Here are the situations where we have seen problems on what should be a routine equipment purchase:
1. The foreign company is selling the $5 million piece of equipment for $8 million. Come on. If you have sold your $5 million piece of equipment to China five times in the last year for $5 million and now all of a sudden you are selling it for $8 million, the Chinese government is going to assume that you have some sort of side deal with your Chinese buyer to funnel some large portion of the $3 million extra to a bank account held by the owner of your Chinese buyer in your home country. When we have been armed with evidence to the contrary (perhaps you have added all sorts of bells and whistles to the $5 million machine, for example), the odds are good on your eventually getting the money out. But if you are in fact planning to push over the $3 million or so extra to your Chinese friend, the odds are not so good that the money will ever leave China.
2. The foreign company is selling the $5 million piece of industrial equipment to an advertising agency in China. Come on.
3. The foreign company selling the $5 million piece of industrial equipment has never sold anything to China previously and the Chinese company buying the $5 million piece of industrial equipment has never previously bought anything similar from overseas before. If your deal is truly legitimate, you ought to be able to prove it and you ought to be able to get paid. If your deal is really just a scam, your odds are really more. Note: our China lawyers love taking on the former type of matter but we will not take on the later.

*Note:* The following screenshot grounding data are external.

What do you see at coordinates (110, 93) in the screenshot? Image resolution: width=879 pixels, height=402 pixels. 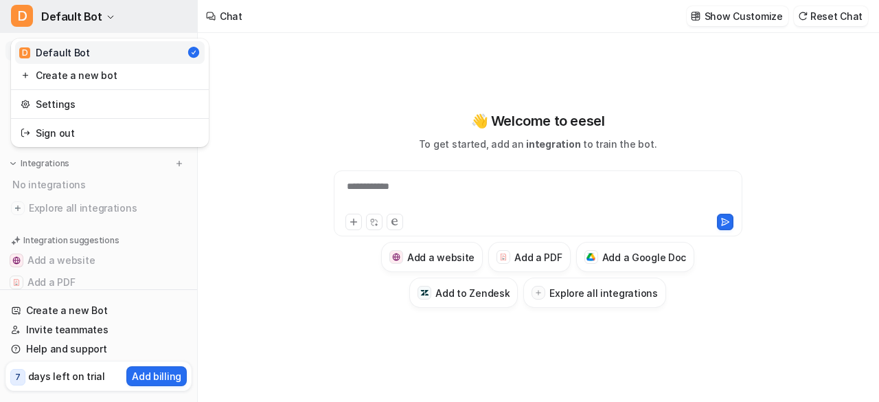 I see `div: DDefault Bot` at bounding box center [110, 93].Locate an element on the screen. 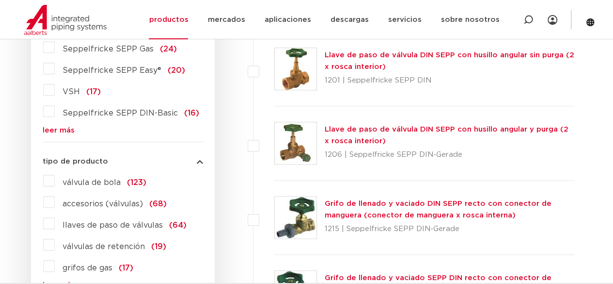  font: Llave de paso de válvula DIN SEPP con husillo angular sin purga (2 x rosca interior) is located at coordinates (449, 61).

4. The foreign company selling the $5 million piece of industrial equipment is wholly owned or largely owned or even partially owned by an ethnic Chinese. Call it discrimination or call it whatever else you want, but we often see deals involving ethnic Chinese on the foreign side held up to much greater scrutiny by the Chinese government. I first wrote about this Chinese government criteria back in January of this year, in Getting Money Out of China: What The Heck is Happening?
Get this one: Money will not be sent to any company on a services transaction unless that company can show that it does not have any Chinese owners. The alleged purpose behind this “rule” is again to prevent the sort of transactions ordinarily used to illegally move money out of China. Never heard this one until this month.
Things were a lot better in January and this criteria has only become more real. There are various completely legal things that can be done to alleviate this problem and improve your odds on this one, but it would be better for our firm’s clients that I not mention them here.
Bottom Line: When I wrote yesterday’s post on getting money out of China, I envisioned a two, maybe a three part series. The deluge of questions I have received just since then has convinced me that this issue is too pressing, too important, and too multi-dimensional to be contained in a series that short. This seems to be THE big issue right now and we plan to write on it until we have exhausted it. So keep your questions coming.
We will be discussing the practical aspects of Chinese law and how it impacts business there. We will be telling you what works and what does not and what you as a businessperson can do to use the law to your advantage. Our aim is to assist businesses already in China or planning to go into China, not to break new ground in legal theory or policy.